Culture
Review

Born to Sing: No Plan B

Style: Warm soul, jazz, and R&B; Ray Charles, Otis Redding, Leadbelly

Born To Sing: No Plan B

Born To Sing: No Plan B

EMI

October 2, 2012

Born To Sing: No Plan B

Born To Sing: No Plan B

EMI

October 2, 2012

Top tracks: “If in Money You Trust,” “Born to Sing,” “Pagan Heart”

The name of Van Morrison’s latest record isn’t an apology, exactly, but it is something of an explanation. Born to Sing: No Plan B is the 35th album of a career that spans close to five decades. Van is still singing, still scatting into the mystic, because this is what he’s born and called to do. For him, music is a habit of being.

It’s an attitude that Morrison has likely held since the very beginning, but it’s particularly helpful when considering his more recent output. Even his most ardent fans would likely agree that nothing he’s made in recent years even touches the same hushed mystery and romantic bluster of 1968’s Astral Weeks, nor do any of the latter-day Morrison albums quite have the deft touch and nimble energy of 1970’s Moondance.

He made the transition from discoverer to craftsman a long time ago—but if his albums haven’t surprised in a long while, they haven’t often disappointed, either. These days, his albums bear witness to the real pleasures that come from hearing an old pro at the top of his game. Craft is rewarding in and of itself, especially when it’s as warm and as soulful as it is here.

Morrison may make albums because it’s what he’s born to do, but that doesn’t mean he doesn’t also have something to say. On Born to Sing, his songs speak to deep spiritual longing, to a restless and dogged pursuit of truth and revelation in an age of mass confusion. Perhaps it is no coincidence that these ten songs also speak to contemporary events, with a candor and directness that is fairly uncommon in Morrison’s catalog.

That’s not always such a good thing: When he throws around lyrics about being “a slave to the capitalist system,” which is “ruled by the global elite,” it’s hard not to pine for the romantic poetry and mysticism of Astral Weeks, or even St. Dominic’s Preview.

Elsewhere, his muse leads him into more rousing territory, by turns angry, devastated, and hopeful. “End of the Rainbow” is a mournful jazz number that finds the singer bidding farewell to capitalism and materialism alike. When he says there’s “no pot of gold at the end of the rainbow” and “no social ladder to climb,” it sounds like he’s surveying a scene of financial ruin—yet there’s something about this lack of material distractions that can’t help but seem liberating.

The album’s breezy opener, “Open the Door to Your Heart,” moves along at a lazy gait that’s a bit too casual to make it one of the singer’s better R&B numbers; it does, however, make his reminder that “money doesn’t make you fulfilled” go down easier.

A song called “Pagan Heart” finds Morrison—who has never identified with any one particular religion, but has dabbled in a number of beliefs and would certainly consider himself “spiritual”—standing at an existential crossroads. The song that comes before it, “If in Money We Trust,” may offer an explanation of what that crossroads is—inverting the familiar mantra on our dollar bills, its lyric painting a clear-eyed picture of idolatry: “When ‘God is dead’ is not enough, then in money you trust.”

It’s a sobering reflection of our times, and of our humanity—delivered with the conviction of a man who was born to sing it.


◆ Task details:
From the data below, return all lines holding the string "unmetabolized".

══ Source data

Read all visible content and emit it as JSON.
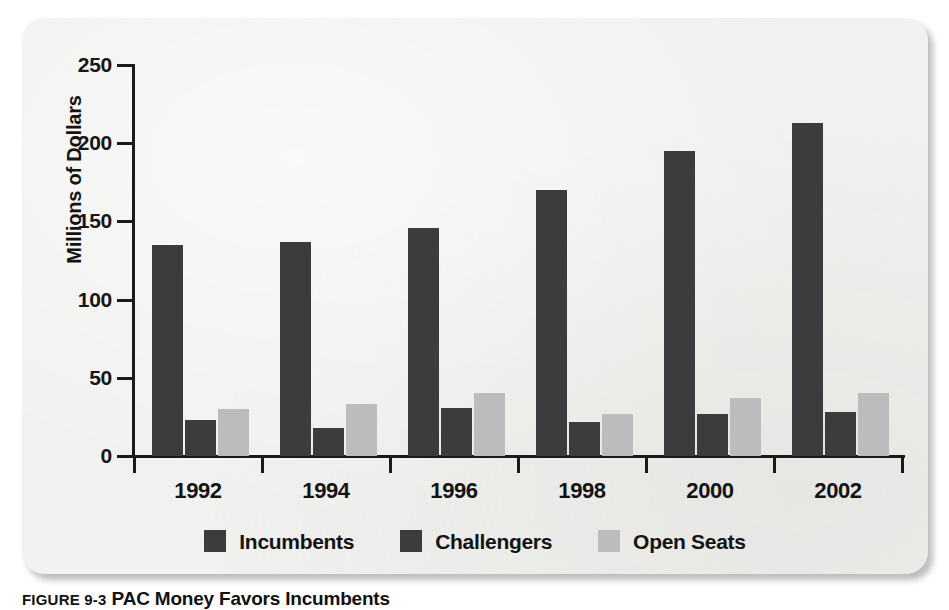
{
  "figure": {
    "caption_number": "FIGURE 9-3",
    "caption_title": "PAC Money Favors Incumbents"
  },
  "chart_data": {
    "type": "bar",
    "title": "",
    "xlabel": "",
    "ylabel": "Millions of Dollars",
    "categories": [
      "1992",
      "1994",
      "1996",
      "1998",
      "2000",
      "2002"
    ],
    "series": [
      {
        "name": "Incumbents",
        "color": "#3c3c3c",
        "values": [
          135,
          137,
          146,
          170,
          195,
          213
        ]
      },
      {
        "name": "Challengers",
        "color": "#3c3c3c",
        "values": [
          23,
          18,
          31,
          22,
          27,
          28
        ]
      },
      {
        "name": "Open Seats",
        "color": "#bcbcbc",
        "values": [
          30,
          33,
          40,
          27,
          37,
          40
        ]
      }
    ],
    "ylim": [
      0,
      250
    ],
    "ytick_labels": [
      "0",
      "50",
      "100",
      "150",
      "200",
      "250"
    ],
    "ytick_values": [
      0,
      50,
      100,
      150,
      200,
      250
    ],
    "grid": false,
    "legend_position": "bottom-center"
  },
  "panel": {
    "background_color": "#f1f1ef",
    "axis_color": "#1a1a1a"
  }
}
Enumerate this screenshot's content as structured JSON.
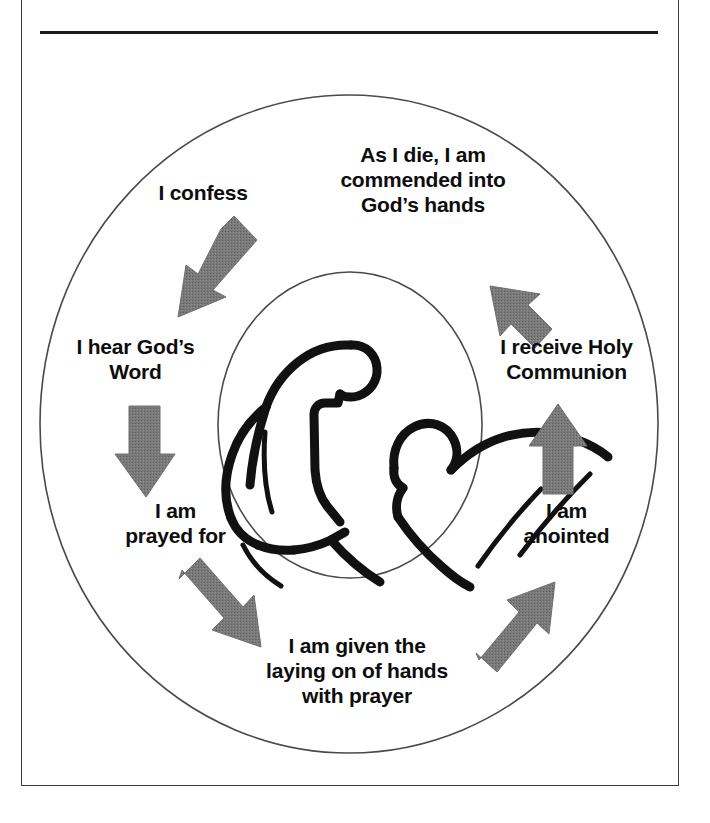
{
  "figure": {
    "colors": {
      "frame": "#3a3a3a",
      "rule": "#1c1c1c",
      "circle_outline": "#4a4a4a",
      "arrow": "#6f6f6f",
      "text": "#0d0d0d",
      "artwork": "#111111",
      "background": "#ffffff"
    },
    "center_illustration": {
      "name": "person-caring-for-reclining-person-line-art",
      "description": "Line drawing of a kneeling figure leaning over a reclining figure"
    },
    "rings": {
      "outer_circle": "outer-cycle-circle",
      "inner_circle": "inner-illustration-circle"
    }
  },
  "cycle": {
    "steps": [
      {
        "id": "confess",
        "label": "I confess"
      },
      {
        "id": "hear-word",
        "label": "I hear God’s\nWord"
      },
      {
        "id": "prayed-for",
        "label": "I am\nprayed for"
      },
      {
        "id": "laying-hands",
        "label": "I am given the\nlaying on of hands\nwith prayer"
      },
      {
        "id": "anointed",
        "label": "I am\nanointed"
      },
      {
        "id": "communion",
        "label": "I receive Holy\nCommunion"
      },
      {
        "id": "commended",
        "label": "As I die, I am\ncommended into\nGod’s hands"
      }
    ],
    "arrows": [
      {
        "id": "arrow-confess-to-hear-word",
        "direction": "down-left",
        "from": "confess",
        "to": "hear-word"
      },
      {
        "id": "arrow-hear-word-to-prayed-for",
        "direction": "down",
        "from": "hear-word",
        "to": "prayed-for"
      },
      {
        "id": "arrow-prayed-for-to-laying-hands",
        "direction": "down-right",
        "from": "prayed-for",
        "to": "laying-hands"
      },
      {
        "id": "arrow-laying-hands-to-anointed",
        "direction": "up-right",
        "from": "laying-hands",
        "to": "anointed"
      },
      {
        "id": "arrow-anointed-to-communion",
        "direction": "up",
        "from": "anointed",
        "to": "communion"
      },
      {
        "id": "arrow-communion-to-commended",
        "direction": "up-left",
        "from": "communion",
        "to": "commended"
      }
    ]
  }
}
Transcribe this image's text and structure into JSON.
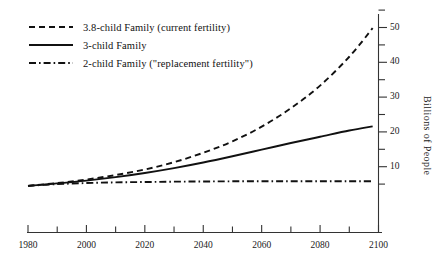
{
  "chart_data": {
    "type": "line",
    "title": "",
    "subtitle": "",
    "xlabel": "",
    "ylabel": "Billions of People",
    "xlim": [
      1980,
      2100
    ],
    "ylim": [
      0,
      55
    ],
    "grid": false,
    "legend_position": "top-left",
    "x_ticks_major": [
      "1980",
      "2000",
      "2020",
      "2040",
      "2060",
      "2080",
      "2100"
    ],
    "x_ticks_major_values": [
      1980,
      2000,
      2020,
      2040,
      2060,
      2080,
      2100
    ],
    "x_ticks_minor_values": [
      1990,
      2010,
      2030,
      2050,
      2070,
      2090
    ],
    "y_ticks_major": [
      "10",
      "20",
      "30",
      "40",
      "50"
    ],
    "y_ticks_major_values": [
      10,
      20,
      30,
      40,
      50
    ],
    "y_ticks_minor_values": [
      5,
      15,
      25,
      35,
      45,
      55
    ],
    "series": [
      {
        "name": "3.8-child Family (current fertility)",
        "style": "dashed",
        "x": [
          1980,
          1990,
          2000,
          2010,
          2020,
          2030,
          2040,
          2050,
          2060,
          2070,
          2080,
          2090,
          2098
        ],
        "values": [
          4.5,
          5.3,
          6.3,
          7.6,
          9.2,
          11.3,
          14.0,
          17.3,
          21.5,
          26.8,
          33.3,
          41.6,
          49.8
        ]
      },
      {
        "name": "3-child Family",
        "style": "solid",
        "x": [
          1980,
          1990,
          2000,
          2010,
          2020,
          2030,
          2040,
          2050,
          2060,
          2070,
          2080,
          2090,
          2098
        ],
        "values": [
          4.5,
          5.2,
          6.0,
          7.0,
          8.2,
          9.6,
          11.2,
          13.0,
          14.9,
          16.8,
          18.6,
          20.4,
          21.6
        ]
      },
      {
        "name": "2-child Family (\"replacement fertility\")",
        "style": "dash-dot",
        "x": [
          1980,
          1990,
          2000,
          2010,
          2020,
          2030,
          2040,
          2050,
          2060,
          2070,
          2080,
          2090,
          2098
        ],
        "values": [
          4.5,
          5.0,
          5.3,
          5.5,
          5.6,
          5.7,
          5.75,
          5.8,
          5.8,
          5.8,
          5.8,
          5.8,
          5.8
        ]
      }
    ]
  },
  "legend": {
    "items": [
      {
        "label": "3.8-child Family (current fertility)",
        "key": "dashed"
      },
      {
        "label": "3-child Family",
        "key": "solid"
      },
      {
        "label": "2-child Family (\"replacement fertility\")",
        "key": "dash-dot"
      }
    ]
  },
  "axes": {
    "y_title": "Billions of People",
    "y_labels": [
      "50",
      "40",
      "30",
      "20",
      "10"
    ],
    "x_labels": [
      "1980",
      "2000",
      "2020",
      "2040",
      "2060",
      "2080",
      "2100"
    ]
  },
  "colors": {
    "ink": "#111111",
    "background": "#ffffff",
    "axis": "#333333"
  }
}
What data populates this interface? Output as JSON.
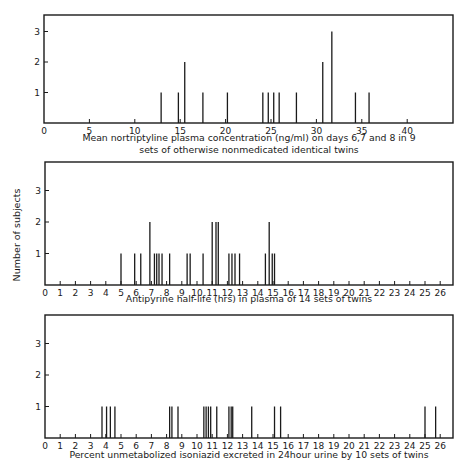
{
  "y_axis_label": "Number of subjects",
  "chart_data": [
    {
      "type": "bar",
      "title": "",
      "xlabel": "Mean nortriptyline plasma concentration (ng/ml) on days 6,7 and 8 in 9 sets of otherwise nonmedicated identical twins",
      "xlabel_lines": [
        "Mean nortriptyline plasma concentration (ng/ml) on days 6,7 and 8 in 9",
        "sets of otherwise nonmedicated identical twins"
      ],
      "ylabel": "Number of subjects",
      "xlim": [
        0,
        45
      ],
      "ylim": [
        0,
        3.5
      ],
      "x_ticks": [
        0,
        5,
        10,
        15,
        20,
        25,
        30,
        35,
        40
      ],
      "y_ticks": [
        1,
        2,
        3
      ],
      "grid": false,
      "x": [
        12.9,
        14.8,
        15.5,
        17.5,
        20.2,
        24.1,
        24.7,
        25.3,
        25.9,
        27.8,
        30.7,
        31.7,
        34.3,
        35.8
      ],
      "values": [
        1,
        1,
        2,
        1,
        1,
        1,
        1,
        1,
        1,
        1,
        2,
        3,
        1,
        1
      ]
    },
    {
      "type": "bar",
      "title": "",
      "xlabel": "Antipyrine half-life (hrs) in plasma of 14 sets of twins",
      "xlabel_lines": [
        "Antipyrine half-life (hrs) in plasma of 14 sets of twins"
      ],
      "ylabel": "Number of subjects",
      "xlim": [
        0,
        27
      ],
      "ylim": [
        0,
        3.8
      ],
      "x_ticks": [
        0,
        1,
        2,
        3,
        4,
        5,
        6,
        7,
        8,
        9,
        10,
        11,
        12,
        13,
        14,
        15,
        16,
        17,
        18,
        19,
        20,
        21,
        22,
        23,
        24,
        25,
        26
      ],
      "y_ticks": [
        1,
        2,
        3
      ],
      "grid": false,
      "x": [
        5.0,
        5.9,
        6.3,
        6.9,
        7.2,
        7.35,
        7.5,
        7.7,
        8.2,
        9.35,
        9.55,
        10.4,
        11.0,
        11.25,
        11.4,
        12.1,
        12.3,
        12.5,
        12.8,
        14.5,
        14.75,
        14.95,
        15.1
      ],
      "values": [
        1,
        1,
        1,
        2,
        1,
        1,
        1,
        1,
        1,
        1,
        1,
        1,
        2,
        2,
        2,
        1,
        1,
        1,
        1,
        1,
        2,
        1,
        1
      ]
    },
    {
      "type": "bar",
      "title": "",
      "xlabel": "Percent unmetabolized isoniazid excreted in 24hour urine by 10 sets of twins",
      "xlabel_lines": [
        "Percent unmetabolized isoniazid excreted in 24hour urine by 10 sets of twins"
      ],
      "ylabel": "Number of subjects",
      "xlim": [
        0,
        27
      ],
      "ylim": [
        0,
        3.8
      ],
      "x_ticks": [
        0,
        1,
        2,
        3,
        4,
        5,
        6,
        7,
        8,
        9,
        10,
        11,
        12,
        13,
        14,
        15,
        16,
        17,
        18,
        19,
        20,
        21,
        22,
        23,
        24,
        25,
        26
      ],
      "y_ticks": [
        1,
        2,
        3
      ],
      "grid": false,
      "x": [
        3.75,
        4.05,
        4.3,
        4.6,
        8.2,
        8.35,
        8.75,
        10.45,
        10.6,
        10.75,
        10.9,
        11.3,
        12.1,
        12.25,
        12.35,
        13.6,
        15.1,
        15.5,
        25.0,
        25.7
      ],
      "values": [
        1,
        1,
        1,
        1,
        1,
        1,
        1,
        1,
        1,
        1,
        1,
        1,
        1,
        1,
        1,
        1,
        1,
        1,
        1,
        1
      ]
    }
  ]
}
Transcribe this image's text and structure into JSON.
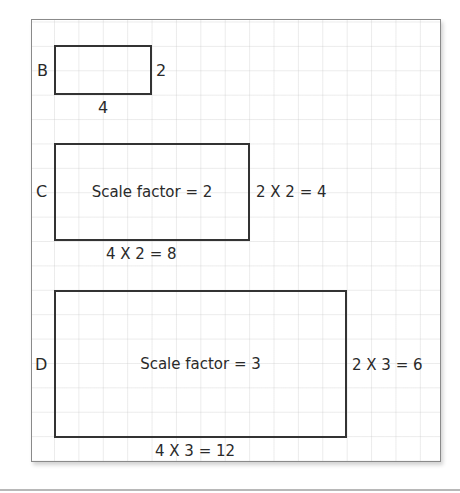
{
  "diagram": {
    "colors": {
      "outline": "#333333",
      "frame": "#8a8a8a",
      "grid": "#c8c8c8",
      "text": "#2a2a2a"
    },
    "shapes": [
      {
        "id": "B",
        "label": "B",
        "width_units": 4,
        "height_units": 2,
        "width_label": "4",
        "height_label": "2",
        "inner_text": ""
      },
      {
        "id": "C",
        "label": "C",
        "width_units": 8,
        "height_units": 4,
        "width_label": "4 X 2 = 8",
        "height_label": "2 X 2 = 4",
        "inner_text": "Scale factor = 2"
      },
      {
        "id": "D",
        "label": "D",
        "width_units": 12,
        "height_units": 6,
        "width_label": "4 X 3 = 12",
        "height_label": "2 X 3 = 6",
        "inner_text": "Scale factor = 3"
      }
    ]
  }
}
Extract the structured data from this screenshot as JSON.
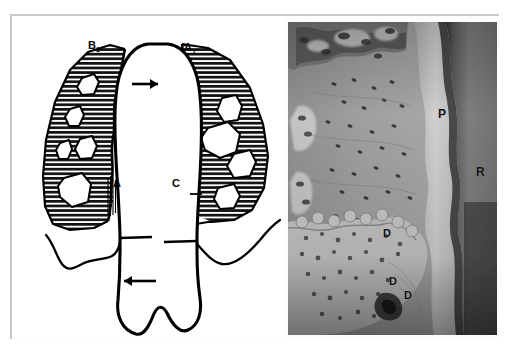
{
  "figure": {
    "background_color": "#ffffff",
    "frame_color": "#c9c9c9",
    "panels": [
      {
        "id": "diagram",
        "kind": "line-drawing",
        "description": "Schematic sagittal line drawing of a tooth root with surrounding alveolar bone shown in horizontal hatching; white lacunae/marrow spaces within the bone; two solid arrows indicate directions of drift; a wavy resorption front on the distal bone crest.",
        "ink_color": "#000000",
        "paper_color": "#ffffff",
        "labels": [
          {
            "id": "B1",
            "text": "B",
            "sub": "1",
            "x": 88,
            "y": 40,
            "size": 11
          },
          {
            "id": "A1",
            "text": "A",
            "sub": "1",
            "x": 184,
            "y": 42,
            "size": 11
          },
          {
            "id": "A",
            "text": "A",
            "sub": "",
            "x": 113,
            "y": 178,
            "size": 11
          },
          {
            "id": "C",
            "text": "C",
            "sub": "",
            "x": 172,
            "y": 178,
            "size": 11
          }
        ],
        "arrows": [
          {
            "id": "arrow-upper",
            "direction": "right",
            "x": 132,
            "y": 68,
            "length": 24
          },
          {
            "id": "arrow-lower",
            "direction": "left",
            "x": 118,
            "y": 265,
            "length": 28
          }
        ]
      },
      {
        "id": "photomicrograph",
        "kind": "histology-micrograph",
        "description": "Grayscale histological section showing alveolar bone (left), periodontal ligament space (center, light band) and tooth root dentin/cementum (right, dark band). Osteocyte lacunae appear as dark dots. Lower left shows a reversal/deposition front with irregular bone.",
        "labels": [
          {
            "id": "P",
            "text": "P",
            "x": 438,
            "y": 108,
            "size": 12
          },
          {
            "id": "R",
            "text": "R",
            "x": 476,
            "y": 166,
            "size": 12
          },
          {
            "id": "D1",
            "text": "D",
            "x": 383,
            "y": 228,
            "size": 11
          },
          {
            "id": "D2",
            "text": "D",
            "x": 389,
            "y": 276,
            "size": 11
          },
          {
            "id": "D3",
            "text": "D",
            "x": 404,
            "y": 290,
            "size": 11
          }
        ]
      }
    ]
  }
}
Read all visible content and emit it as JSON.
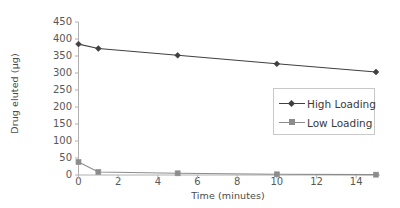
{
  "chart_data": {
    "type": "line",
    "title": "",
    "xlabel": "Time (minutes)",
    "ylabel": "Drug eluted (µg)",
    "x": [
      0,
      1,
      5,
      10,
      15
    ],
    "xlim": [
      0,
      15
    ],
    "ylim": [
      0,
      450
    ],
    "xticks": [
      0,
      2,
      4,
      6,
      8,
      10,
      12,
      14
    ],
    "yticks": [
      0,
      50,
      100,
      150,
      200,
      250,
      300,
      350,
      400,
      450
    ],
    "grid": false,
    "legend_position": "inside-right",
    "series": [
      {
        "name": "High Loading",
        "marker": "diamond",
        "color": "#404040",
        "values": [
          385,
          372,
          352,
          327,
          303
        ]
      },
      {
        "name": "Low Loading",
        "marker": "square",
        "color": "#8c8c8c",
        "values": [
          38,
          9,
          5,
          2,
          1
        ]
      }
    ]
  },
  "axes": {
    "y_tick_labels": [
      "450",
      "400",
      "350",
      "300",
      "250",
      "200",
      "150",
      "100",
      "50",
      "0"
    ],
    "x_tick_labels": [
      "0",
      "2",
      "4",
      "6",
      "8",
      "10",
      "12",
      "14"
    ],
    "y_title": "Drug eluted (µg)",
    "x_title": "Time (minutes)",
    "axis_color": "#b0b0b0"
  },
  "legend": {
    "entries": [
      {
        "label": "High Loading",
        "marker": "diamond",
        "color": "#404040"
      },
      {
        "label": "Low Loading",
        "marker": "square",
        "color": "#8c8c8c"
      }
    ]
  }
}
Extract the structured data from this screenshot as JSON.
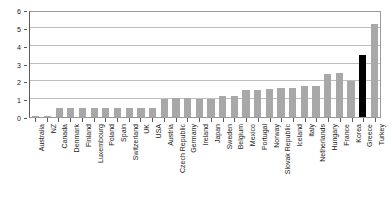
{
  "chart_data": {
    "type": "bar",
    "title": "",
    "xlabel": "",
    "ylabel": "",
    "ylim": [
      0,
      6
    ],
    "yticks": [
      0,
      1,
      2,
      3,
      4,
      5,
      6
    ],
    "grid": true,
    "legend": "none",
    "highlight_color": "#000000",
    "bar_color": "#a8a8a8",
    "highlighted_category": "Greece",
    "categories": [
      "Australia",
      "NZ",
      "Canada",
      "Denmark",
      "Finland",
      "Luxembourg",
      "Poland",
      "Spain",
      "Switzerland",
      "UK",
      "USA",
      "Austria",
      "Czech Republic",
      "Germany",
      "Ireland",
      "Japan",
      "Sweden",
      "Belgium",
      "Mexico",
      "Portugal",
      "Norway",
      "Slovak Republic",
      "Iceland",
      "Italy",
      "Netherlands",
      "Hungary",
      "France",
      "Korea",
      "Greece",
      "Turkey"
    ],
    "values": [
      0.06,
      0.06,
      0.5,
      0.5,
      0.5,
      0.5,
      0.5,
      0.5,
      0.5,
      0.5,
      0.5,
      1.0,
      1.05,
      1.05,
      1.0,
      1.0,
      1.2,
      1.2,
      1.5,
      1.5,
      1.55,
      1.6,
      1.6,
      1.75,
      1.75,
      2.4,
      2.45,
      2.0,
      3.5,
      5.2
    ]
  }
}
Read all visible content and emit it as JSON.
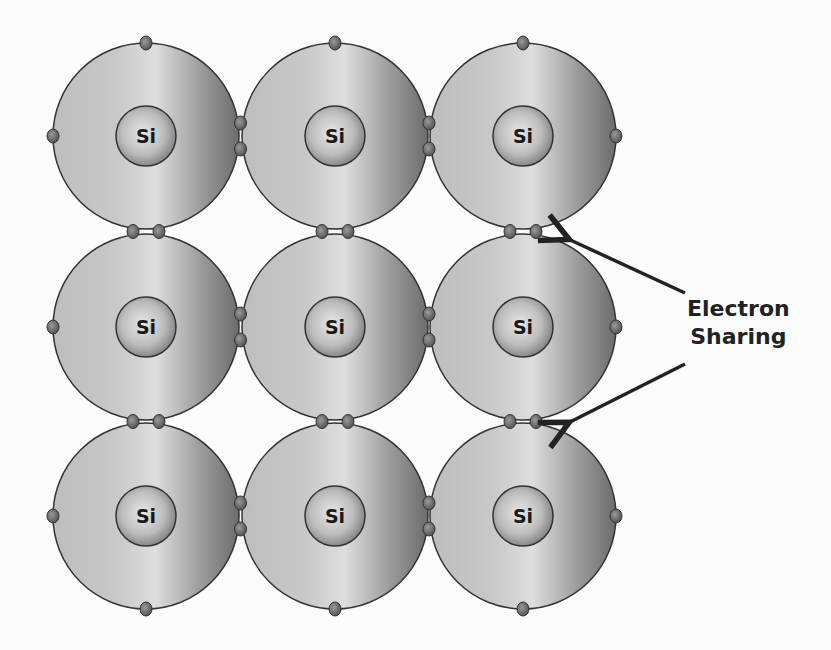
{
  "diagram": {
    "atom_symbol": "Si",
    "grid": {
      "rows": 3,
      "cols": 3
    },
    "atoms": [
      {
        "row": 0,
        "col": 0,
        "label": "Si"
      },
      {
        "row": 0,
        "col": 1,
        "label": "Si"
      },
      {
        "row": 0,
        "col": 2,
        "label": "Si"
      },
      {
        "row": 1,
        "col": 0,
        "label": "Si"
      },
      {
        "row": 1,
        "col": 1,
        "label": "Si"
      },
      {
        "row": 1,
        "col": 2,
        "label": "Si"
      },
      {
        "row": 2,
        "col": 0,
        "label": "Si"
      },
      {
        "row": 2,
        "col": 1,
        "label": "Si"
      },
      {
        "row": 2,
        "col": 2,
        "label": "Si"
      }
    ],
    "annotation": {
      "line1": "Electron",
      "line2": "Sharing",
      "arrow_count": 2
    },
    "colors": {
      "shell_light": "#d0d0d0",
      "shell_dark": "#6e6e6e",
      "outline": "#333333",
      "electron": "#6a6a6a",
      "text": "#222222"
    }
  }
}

════

◆ Task result:
      "xlabel": "Percent unmetabolized isoniazid excreted in 24hour urine by 10 sets of twins",
        "Percent unmetabolized isoniazid excreted in 24hour urine by 10 sets of twins"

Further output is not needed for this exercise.